Smoke-free policies -- such as legislation to protect individuals from secondhand smoke -- can lead to health improvements including reduction of respiratory symptoms, and may help reduce adult and youth tobacco use, according to a report published in the July issue of The Lancet Oncology.
WEDNESDAY, July 2 (HealthDay News) -- Smoke-free policies -- such as legislation to protect individuals from secondhand smoke -- can lead to health improvements including reduction of respiratory symptoms, and may help reduce adult and youth tobacco use, according to a report published in the July issue of The Lancet Oncology.
John P. Pierce, Ph.D., of the University of California San Diego, and Maria E. Leon, of the International Agency for Research on Cancer (IARC) in Lyon, France, writing on behalf of an IARC working group that met in the spring of 2008, discuss a number of statements about the possible effects of smoke-free policies. They organize these findings by whether evidence is "sufficient" for a causal association or "strong" for an association with limited evidence of causality.
The group found sufficient evidence that smoke-free policies substantially decrease secondhand smoke exposure and, in workers, decrease respiratory symptoms; smoke-free workplaces lower cigarette use in smokers; and smoke-free home policies lower children's secondhand smoke exposure and decrease adult smoking. They found strong evidence that smoke-free workplaces decrease the prevalence of adult smoking, smoke-free policies decrease tobacco use in youths and smoke-free legislation lowers heart disease morbidity.
"On the basis of the evidence reviewed, the Working Group recommended that governments enact and implement smoke-free policies that conform to the guidelines for Article 8 of the World Health Organization Framework Convention for Tobacco Control," the authors write. "Not only do these policies achieve their aim of protecting the health of non-smokers by decreasing exposure to secondhand smoke, they also have many effects on smoking behavior, which compound the expected health benefits."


TASK TO COMPLETE: Return each entry word for word, without its pictures.

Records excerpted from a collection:

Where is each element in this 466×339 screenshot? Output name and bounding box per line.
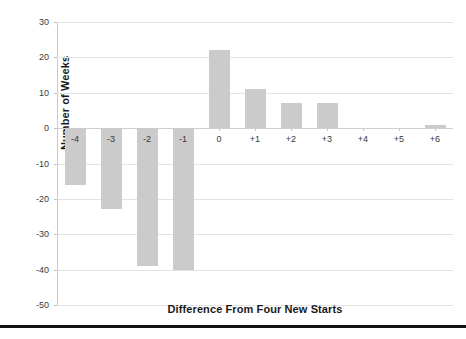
y-tick-label: -10 [1,160,49,169]
y-tick-label: 30 [1,18,49,27]
bar [245,89,266,128]
x-tick-label: -1 [165,134,201,144]
y-tick-mark [54,164,57,165]
x-tick-mark [147,128,148,131]
y-tick-label: -50 [1,301,49,310]
x-tick-label: +3 [309,134,345,144]
x-tick-mark [435,128,436,131]
y-tick-mark [54,22,57,23]
y-tick-label: 20 [1,53,49,62]
x-axis-title: Difference From Four New Starts [57,303,453,315]
x-tick-label: -3 [93,134,129,144]
x-tick-mark [399,128,400,131]
x-tick-mark [255,128,256,131]
plot-area: 3020100-10-20-30-40-50 -4-3-2-10+1+2+3+4… [57,22,453,305]
y-tick-mark [54,270,57,271]
x-tick-mark [111,128,112,131]
x-tick-mark [219,128,220,131]
x-tick-label: +1 [237,134,273,144]
x-tick-label: +2 [273,134,309,144]
gridline [57,57,453,58]
x-tick-mark [327,128,328,131]
x-tick-label: +6 [417,134,453,144]
y-tick-label: 0 [1,124,49,133]
figure-container: Number of Weeks 3020100-10-20-30-40-50 -… [0,0,466,339]
gridline [57,270,453,271]
footer-divider [0,325,466,328]
x-tick-label: -4 [57,134,93,144]
bar [209,50,230,128]
y-tick-mark [54,234,57,235]
x-tick-mark [291,128,292,131]
x-tick-label: +4 [345,134,381,144]
y-tick-label: -40 [1,266,49,275]
y-tick-mark [54,128,57,129]
x-tick-label: -2 [129,134,165,144]
bar [137,128,158,266]
x-tick-mark [363,128,364,131]
y-tick-mark [54,93,57,94]
bar [281,103,302,128]
x-tick-label: +5 [381,134,417,144]
x-tick-mark [75,128,76,131]
y-tick-mark [54,57,57,58]
bar [173,128,194,270]
y-tick-mark [54,199,57,200]
x-tick-mark [183,128,184,131]
gridline [57,234,453,235]
x-tick-label: 0 [201,134,237,144]
y-tick-label: -20 [1,195,49,204]
gridline [57,22,453,23]
y-tick-label: 10 [1,89,49,98]
bar [317,103,338,128]
footer-caption [36,329,456,339]
y-tick-label: -30 [1,230,49,239]
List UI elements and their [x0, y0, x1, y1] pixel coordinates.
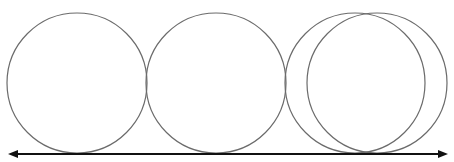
circle-2 — [146, 13, 286, 153]
diagram-canvas — [0, 0, 454, 162]
circle-4 — [307, 13, 447, 153]
circle-group — [7, 13, 447, 153]
baseline-arrow — [8, 150, 448, 158]
arrowhead-right-icon — [438, 150, 448, 158]
arrowhead-left-icon — [8, 150, 18, 158]
circle-1 — [7, 13, 147, 153]
circle-3 — [285, 13, 425, 153]
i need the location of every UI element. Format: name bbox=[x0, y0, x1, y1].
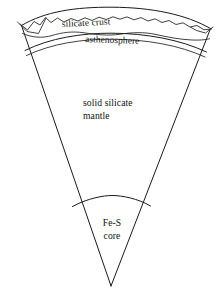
label-core-line1: Fe-S bbox=[103, 217, 122, 228]
interior-cross-section-figure: silicate crust asthenosphere solid silic… bbox=[0, 0, 221, 297]
label-mantle-line2: mantle bbox=[83, 110, 110, 121]
label-asthenosphere: asthenosphere bbox=[85, 34, 140, 46]
cross-section-canvas: silicate crust asthenosphere solid silic… bbox=[0, 0, 221, 297]
label-mantle-line1: solid silicate bbox=[83, 97, 133, 108]
label-core-line2: core bbox=[104, 230, 121, 241]
wedge-body-fill bbox=[22, 10, 211, 286]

WRITTEN SOLUTION:
Where is each element in this 466×339 screenshot? Output name and bounding box per line.
y-tick-label: -10 [1,160,49,169]
y-tick-label: 30 [1,18,49,27]
bar [245,89,266,128]
x-tick-label: -1 [165,134,201,144]
y-tick-mark [54,164,57,165]
x-tick-mark [147,128,148,131]
y-tick-label: -50 [1,301,49,310]
x-tick-label: +3 [309,134,345,144]
x-tick-mark [435,128,436,131]
y-tick-mark [54,22,57,23]
y-tick-label: 20 [1,53,49,62]
x-axis-title: Difference From Four New Starts [57,303,453,315]
x-tick-label: -3 [93,134,129,144]
x-tick-mark [399,128,400,131]
x-tick-mark [255,128,256,131]
plot-area: 3020100-10-20-30-40-50 -4-3-2-10+1+2+3+4… [57,22,453,305]
y-tick-mark [54,270,57,271]
x-tick-mark [111,128,112,131]
x-tick-mark [219,128,220,131]
x-tick-label: +1 [237,134,273,144]
x-tick-label: +2 [273,134,309,144]
gridline [57,57,453,58]
x-tick-mark [327,128,328,131]
x-tick-label: +6 [417,134,453,144]
y-tick-label: 0 [1,124,49,133]
figure-container: Number of Weeks 3020100-10-20-30-40-50 -… [0,0,466,339]
gridline [57,270,453,271]
footer-divider [0,325,466,328]
x-tick-label: -4 [57,134,93,144]
bar [209,50,230,128]
y-tick-mark [54,234,57,235]
x-tick-mark [291,128,292,131]
x-tick-label: +4 [345,134,381,144]
y-tick-label: -40 [1,266,49,275]
y-tick-mark [54,128,57,129]
x-tick-label: -2 [129,134,165,144]
bar [137,128,158,266]
x-tick-mark [363,128,364,131]
y-tick-mark [54,93,57,94]
bar [281,103,302,128]
x-tick-label: +5 [381,134,417,144]
x-tick-mark [75,128,76,131]
y-tick-mark [54,57,57,58]
bar [173,128,194,270]
y-tick-mark [54,199,57,200]
x-tick-mark [183,128,184,131]
gridline [57,234,453,235]
x-tick-label: 0 [201,134,237,144]
y-tick-label: -20 [1,195,49,204]
gridline [57,22,453,23]
y-tick-label: 10 [1,89,49,98]
bar [317,103,338,128]
footer-caption [36,329,456,339]
y-tick-label: -30 [1,230,49,239]
List UI elements and their [x0, y0, x1, y1] pixel coordinates.
circle-2 — [146, 13, 286, 153]
diagram-canvas — [0, 0, 454, 162]
circle-4 — [307, 13, 447, 153]
circle-group — [7, 13, 447, 153]
baseline-arrow — [8, 150, 448, 158]
arrowhead-right-icon — [438, 150, 448, 158]
arrowhead-left-icon — [8, 150, 18, 158]
circle-1 — [7, 13, 147, 153]
circle-3 — [285, 13, 425, 153]
i need the location of every UI element. Format: name bbox=[x0, y0, x1, y1].
label-core-line1: Fe-S bbox=[103, 217, 122, 228]
interior-cross-section-figure: silicate crust asthenosphere solid silic… bbox=[0, 0, 221, 297]
label-mantle-line2: mantle bbox=[83, 110, 110, 121]
label-asthenosphere: asthenosphere bbox=[85, 34, 140, 46]
cross-section-canvas: silicate crust asthenosphere solid silic… bbox=[0, 0, 221, 297]
label-mantle-line1: solid silicate bbox=[83, 97, 133, 108]
label-core-line2: core bbox=[104, 230, 121, 241]
wedge-body-fill bbox=[22, 10, 211, 286]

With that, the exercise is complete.